Steve explains how opening a tequila taqueria bar during the financial crisis shaped one of his core principles: premium and approachable can coexist.

He breaks down his approach to risk through three categories: known knowns, known unknowns, and unknown unknowns, arguing that founders need to quantify risk instead of letting fear stop them.

Steve says ideas are common, but execution is rare, and what makes him dangerous is his ability to take an idea and actually operate it into reality.

He shares how COVID became one of his hardest entrepreneurial moments, with lenders calling about $47 million while revenue collapsed to zero and he was financing payroll.

Steve explains why endurance is the most important attribute in business, because when you are going through hell, the only option is to keep moving one day at a time.

He reflects on being an underdog from New Hampshire, growing up lower middle income, watching his father lose his business in 2008, and having to fight for everything he built.

Takeaways

Restaurants are not just food businesses; they are emotional, cultural, and community-driven experiences that must earn attention every day.

Risk is not something to avoid blindly.

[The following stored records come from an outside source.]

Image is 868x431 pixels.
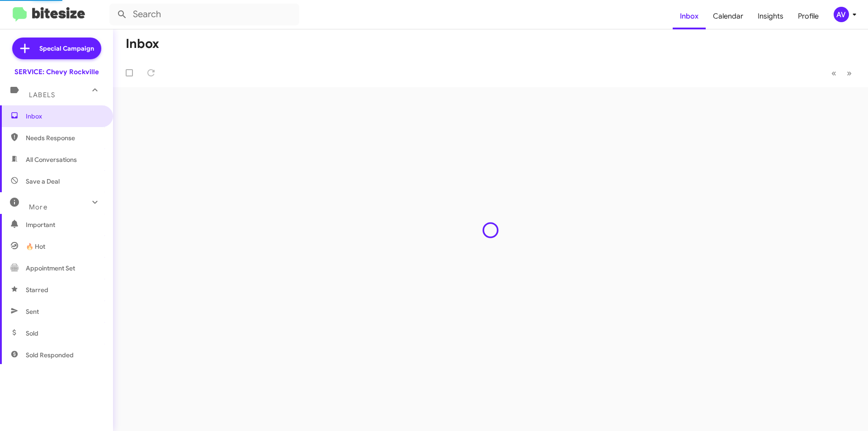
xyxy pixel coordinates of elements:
[791,3,826,29] a: Profile
[831,67,837,79] span: «
[126,37,159,51] h1: Inbox
[826,64,857,83] nav: Page navigation example
[12,37,102,59] a: Special Campaign
[15,67,99,77] div: SERVICE: Chevy Rockville
[29,91,56,99] span: Labels
[706,3,750,29] a: Calendar
[826,7,859,22] button: AV
[826,64,842,83] button: Previous
[39,44,94,53] span: Special Campaign
[26,329,39,337] span: Sold
[26,177,60,186] span: Save a Deal
[26,242,45,251] span: 🔥 Hot
[26,112,102,121] span: Inbox
[26,134,102,142] span: Needs Response
[26,351,74,359] span: Sold Responded
[26,307,39,316] span: Sent
[842,64,857,83] button: Next
[110,4,300,26] input: Search
[834,7,849,22] div: AV
[29,203,47,211] span: More
[847,67,852,79] span: »
[26,264,75,272] span: Appointment Set
[26,285,48,294] span: Starred
[26,155,77,164] span: All Conversations
[673,3,706,29] a: Inbox
[750,3,791,29] a: Insights
[26,220,102,229] span: Important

Steve’s framework is to quantify what can be known, prepare for what might happen, and accept that some unknowns are just life.

The difference between dreamers and operators is execution. Plenty of people have ideas, but few people can turn those ideas into scalable companies.

Premium does not have to mean inaccessible. Steve’s hospitality philosophy is built around delivering extraordinary experiences through premium and approachability.

Endurance beats hype, timing, and even talent when the business gets hard, because founders have to survive long enough for the wins to compound.

Closing Thoughts

Steve Salis’ story is the founder playbook for turning pressure into vision and vision into execution. He built through financial crisis, scaled through category disruption, survived COVID, and kept pushing into what he calls his second act. This episode is a reminder that the restaurant business is brutal, but for the right founder, it can become a platform for culture, community, and legacy-defining brands.